TV3’s Grand Design Comes Unstuck as Rose Loses Bloom

TV3 is relegating low-rating The Americans to late-night and shifting flagship Kiwi drama The Blue Rose back an hour.

From Monday, the former will air 9.30 and the latter, 11.15 (replacing Medium); Grand Designs Australia will take over the 8.30 hour.

The rescheduling isn’t surprising given viewership of the dramas has declined sharply since they were launched nearly three weeks ago.

In the press release, director of programming Mark Caulton says the move is designed to protect the success of The Blue Rose after changes to “the wider Monday night line-up” (meaning TV2’s success with My Kitchen Rules, The Big Bang Theory and Kitchen Nightmares).

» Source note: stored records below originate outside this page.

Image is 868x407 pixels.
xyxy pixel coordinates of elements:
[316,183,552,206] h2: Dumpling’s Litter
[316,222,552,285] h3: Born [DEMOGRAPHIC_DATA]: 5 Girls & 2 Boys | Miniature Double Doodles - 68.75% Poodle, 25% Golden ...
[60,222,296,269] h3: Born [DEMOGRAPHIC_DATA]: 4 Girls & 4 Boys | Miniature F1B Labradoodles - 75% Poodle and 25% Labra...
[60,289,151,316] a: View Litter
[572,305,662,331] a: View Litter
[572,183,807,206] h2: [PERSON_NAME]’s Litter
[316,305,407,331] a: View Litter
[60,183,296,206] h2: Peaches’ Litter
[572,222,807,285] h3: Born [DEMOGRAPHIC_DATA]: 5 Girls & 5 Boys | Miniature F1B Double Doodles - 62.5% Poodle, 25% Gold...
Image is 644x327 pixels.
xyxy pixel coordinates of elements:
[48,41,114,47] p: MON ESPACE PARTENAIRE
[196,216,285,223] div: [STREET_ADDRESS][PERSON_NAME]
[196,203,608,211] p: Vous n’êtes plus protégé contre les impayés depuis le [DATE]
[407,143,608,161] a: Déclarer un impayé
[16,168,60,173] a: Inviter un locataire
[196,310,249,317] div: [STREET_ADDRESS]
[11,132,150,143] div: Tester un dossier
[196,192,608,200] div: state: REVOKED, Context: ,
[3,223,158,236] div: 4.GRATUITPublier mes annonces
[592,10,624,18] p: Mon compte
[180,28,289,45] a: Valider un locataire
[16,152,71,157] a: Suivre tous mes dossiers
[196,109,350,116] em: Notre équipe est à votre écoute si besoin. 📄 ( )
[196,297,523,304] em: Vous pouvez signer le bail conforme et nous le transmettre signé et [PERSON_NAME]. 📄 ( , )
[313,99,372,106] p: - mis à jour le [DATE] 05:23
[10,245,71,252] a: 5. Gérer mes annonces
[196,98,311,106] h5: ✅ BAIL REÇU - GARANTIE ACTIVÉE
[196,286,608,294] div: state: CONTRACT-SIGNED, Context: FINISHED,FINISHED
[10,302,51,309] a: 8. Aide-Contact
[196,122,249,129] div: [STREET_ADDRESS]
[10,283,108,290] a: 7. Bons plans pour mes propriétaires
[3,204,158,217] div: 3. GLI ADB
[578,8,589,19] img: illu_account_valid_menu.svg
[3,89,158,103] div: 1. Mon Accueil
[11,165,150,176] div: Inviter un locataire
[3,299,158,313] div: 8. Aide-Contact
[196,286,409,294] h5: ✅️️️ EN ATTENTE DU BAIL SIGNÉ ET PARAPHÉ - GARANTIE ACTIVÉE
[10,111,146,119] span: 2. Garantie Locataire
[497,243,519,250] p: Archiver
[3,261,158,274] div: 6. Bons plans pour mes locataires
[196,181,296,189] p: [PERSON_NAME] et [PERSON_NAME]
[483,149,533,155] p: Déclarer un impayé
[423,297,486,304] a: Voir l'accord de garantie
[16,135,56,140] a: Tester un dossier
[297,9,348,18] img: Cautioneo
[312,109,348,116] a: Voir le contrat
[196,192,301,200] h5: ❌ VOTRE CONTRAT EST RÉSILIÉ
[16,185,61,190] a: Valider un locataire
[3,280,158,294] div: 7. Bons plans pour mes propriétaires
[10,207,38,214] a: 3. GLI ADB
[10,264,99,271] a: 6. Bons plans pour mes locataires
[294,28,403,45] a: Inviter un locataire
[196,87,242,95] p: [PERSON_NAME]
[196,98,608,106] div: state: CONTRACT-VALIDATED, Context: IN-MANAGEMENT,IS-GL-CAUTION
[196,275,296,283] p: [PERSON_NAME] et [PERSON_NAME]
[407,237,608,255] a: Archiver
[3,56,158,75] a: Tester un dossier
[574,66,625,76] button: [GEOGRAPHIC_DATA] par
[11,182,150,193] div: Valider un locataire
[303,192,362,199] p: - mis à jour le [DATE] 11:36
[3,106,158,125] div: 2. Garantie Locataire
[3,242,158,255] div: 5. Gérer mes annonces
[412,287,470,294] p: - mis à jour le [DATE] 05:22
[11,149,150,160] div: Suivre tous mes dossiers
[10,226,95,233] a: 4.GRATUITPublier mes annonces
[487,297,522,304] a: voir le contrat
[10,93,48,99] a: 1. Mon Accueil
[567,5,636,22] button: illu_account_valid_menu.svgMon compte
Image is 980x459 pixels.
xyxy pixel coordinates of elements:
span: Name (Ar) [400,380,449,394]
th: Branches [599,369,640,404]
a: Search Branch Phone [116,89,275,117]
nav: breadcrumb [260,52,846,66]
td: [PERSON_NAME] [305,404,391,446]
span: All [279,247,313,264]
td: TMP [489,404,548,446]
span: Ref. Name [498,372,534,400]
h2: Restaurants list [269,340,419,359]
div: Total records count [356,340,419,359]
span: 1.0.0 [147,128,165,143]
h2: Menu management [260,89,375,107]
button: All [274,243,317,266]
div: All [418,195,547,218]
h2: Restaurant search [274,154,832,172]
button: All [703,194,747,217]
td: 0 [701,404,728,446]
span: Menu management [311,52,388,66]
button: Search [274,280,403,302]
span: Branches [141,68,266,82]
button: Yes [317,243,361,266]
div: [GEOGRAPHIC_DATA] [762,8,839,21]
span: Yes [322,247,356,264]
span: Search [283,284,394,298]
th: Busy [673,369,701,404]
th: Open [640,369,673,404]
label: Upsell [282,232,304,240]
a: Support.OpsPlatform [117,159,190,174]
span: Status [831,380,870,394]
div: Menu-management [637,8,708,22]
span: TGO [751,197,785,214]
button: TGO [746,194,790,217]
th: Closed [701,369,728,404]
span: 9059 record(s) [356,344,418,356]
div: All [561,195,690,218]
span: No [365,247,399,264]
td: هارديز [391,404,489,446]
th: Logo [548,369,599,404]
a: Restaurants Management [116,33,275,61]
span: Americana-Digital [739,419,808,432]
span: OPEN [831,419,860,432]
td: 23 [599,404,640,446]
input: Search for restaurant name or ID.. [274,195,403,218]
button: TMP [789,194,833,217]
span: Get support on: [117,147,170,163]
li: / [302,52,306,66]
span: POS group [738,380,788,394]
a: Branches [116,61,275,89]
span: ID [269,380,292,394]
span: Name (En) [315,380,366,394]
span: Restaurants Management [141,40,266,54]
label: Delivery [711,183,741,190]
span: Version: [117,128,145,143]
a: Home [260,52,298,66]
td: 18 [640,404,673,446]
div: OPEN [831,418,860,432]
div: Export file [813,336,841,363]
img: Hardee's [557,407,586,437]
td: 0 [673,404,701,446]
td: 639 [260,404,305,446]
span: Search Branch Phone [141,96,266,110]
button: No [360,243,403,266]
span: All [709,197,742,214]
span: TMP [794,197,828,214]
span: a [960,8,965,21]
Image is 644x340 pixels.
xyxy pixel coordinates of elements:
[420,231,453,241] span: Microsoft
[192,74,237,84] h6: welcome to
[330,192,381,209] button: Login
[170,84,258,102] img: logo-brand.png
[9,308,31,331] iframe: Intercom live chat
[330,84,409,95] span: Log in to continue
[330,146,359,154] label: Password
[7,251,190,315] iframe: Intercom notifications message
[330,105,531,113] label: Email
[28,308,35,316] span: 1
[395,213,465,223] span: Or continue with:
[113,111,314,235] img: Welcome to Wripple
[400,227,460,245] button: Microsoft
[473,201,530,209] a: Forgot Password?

The Blue Rose is the stand-out success story of this year’s new local drama and comedy offerings,” he says.

“We believe this move is the best way to ensure the show’s ongoing success, with minimal disruption to viewers.”

The release points out more than 1,362,200 Kiwis have tuned into the widely acclaimed South Pacific Picture production since launch (Nielsen TAM, 5+ cume) and it is TV3’s second biggest video on-demand programme after Home and Away.

TV3 will precede next week’s episode with a 10.30 Saturday repeat of the first two episodes (pre-empting Outrageous Fortune, which will screen 12.35, and NCIS: Los Angeles) and a 10.45 Sunday re-run of episode three.

Having to retool its new-season schedule so soon is a crushing defeat for TV3 and reminiscent of what happened this time last year when it flopped at 8.30 Monday with CSI: Crime Scene Investigation and Homeland.

But then the network kept its nerve and courageously promoted Homeland to 8.30 to provide a stark alternative to the choices on TV One and TV2.

With so much NZ On Air funding in The Blue Rose, and desperate to turn it into a hit series unique to the network, TV3 clearly felt it couldn’t risk losing more viewers at 8.30 against competition as tough as MKR.

Moreover, 9.30 is the hour when TV3’s traditionally launched Kiwi drama, so it could have a chance to build an audience in a relatively protected slot.

Programming The Americans in primetime was always a brave move.

It’s an excellent drama but one that, alas, is too niche to sustain a free-to-air peak-hour following — along with Justified, The Borgias, Damages and just about every other adult drama that makes subscribing to Sky’s SoHo a must.